No, Jay, there are obvious differences between Darwinian theory and auto and computer technology. Most important, the latter make no claims to answering ultimate questions, like how life originated, from which ethical corollaries are naturally drawn.
Auto and computer technology are also proved reliable every day by our experience. But no one has ever reported seeing a species originate in the manner described in Darwin's Origin of Species – not now, not in the fossil record, not ever.
More interesting than these observations is the hypocrisy of the ADL's outburst: "Hitler did not need Darwin to devise his heinous plan."
It's funny how when the subject of conversation is Darwinism, then Hitler needed no one particular inspiration.
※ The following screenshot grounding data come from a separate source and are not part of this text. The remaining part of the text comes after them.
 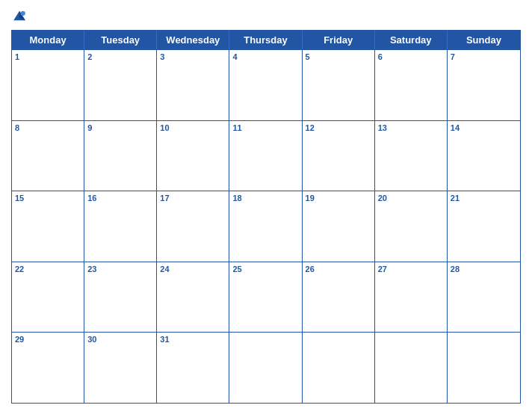 I want to click on cal-cell-10: 10, so click(x=193, y=156).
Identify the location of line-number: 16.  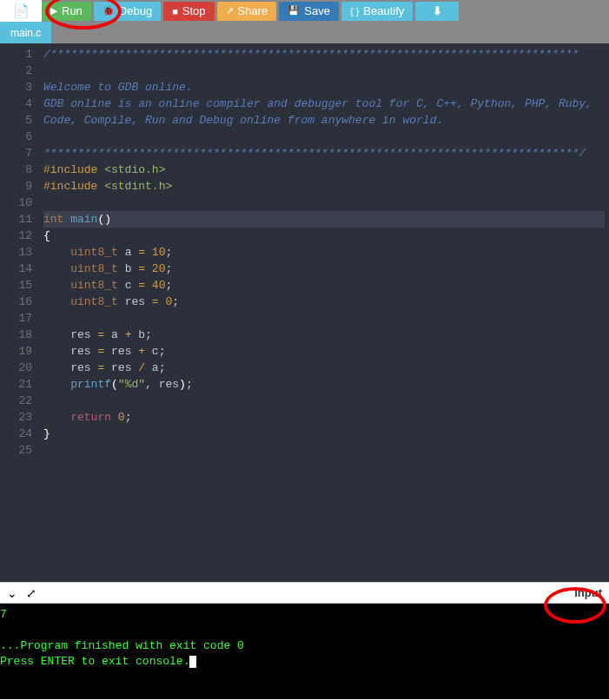
(17, 302).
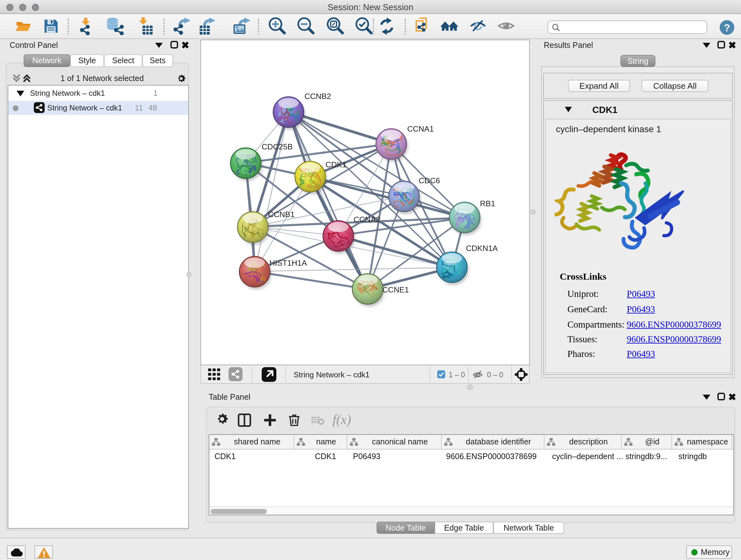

But when the conversation shifts from Darwinism to – oh, I don't know – Christianity? Ah, then suddenly the genealogy of Nazism becomes eminently traceable.
One of the ADL's main fundraising technique has long been to scare Jews by demonizing Christianity. The group accordingly isn't shy about tracing the genealogy of the Holocaust back to the New Testament. In an essay on the 40th anniversary of Nostra Aetate, for example, Rabbi Gary Bretton-Granatoor, director of interfaith affairs wrote:
"The anti-Judaism that begins in the New Testament was transformed through the admixture of political, economic and sociological prejudice into the anti-Semitism of modernity. This reached its ugly and inhuman nadir during World War II with Hitler's Final Solution for the Jewish people."
Blaming the earliest Christian writings for setting off a chain of influences resulting in the Holocaust evokes little outrage in the liberal Jewish community. Visitors to the U.S. Holocaust Memorial Museum, for instance, are greeted by a film, Anti-Semitism, purporting to uncover the "religious root of this phenomenon, the pervasive anti-Jewish teachings that evolved from overly literal readings and misreadings of New Testament texts."
Yet when Hitler successfully sold his ideology of hate to the German people in his bestselling tract Mein Kampf, he phrased his argument not in Christian terms but in biological, Darwinian ones.
Ignoring Hitler's evolutionary rhetoric, of course, some commentators brandish a famous quote from the same book — "by defending myself against the Jews, I am fighting for the work of the Lord." They don't realize that Hitler was referring not to the God of the Bible but to Nature and her iron laws, as his preceding sentence clearly indicates.
In a curious irony, the modern paperback edition of Mein Kampf, available in any Barnes & Noble, includes an Introduction by – guess who? None other than the ADL's national director, Abraham Foxman. Did he, I wonder, even read the book?